He appears to have ordered most, if not all, of these from England via the merchant Robert Cary. Breakage, increasing usage, or perhaps Washington’s desire to build a collection of beer paraphernalia inspired frequent requests for resupply.
In March 1761, for example, Cary supplied Washington with “6 fine w[hi]te Enameld Ale Glasses” and, intriguingly, “6 Orange Bowle snake ½ pint Beer”. In September 1765, Washington requested from Cary “1/2 dozn handsome beer Glasses” and in July 1772 he asked Cary to send him “6 Neat & fash[ionabl]e Cut Beer Glasses” with “br[oa]d Bottms—that they may stand firm on the Table.”
Of course, Washington was not the only beer drinker in America. His election campaigns for the House of Burgesses in the 1750s and 1760s generally necessitated the purchase of large quantities of beer for his guests at parties and other events.

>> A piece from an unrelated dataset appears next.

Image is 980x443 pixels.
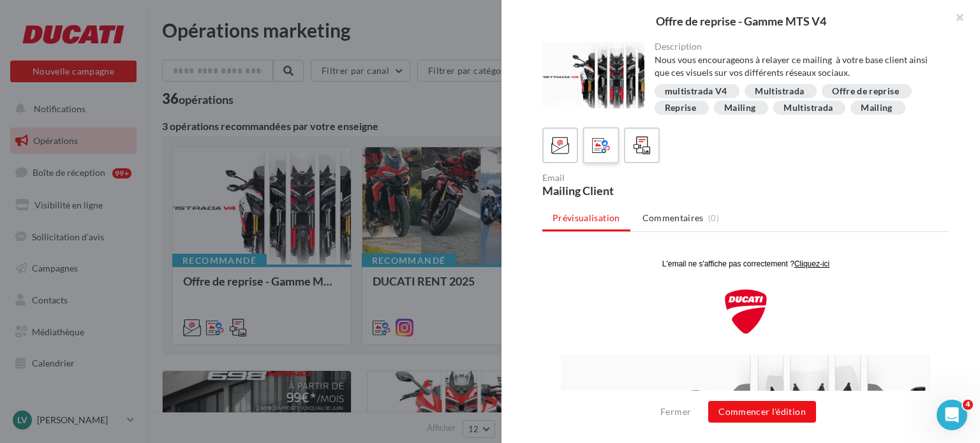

He had to oversee the purchase and distribution of even larger quantities of beer during the Revolutionary War, when soldiers and officers alike demanded the beverage as a stable of their liquid diet. Shortages could provoke moods of gloomy foreboding verging on outright panic, even at headquarters. On February 18, 1780—during one of the bleakest passages of the legendary Morristown, New Jersey, encampment—Washington’s headquarters felt the pinch as beer suppliers ran dry. With profound discontent (if not outright rebellion) in the offing at the Continental Army’s nerve center, Washington’s aide-de-camp Major Caleb Gibbs wrote “in haste” to assistant commissary John Chaloner: “We are out of Beer you will please send on a large Quantity as soon as possible.”
Fortunately, the officers’ thirsts appear to have been sated in time, restoring an air of calm determination to see the struggle through.

The steady stream of guests who visited Mount Vernon after the war enjoyed an equally steady stream of good beer. Stung by his prewar disappointments—and perhaps haunted by memories of those sadly plundered beer casks he had opened back in the summer of 1762—Washington now bought American. As he wrote to Lafayette on January 29, 1789, “we have already been too[o] long subject to British prejudices. I use no porter or cheese in my family, but such as is made in America—both those articles may now be purchased of an excellent quality.”
His favorite brewer was now Robert Hare, Jr., of Philadelphia, who would supply Washington during his years as president. On July 20, 1788, after Philadelphia’s grand Fourth of July procession, Washington wrote to a merchant Clement Biddle, teasingly asking him to procure “a groce of Mr Hairs best bottled Porter if the price of it is not much enhanced by the copius droughts you took of it at the late Procession.”
On October 31, 1790, disaster struck when Hare’s brewery burned down. “I am really sorry—on public as well as private accts,” Washington wrote to his secretary Tobias Lear a few days later, "to hear of Mr Hares loss.”
But life must go on, and Washington determined to hedge his bets against any possible beer shortage by hoarding a large cache for his personal use. “You w[oul]d do well,” he told Lear, “to lay in a pretty good Stock of his, or some other Porter."
Thus supplied, Washington was able to proceed with equanimity in his service as president of the United States.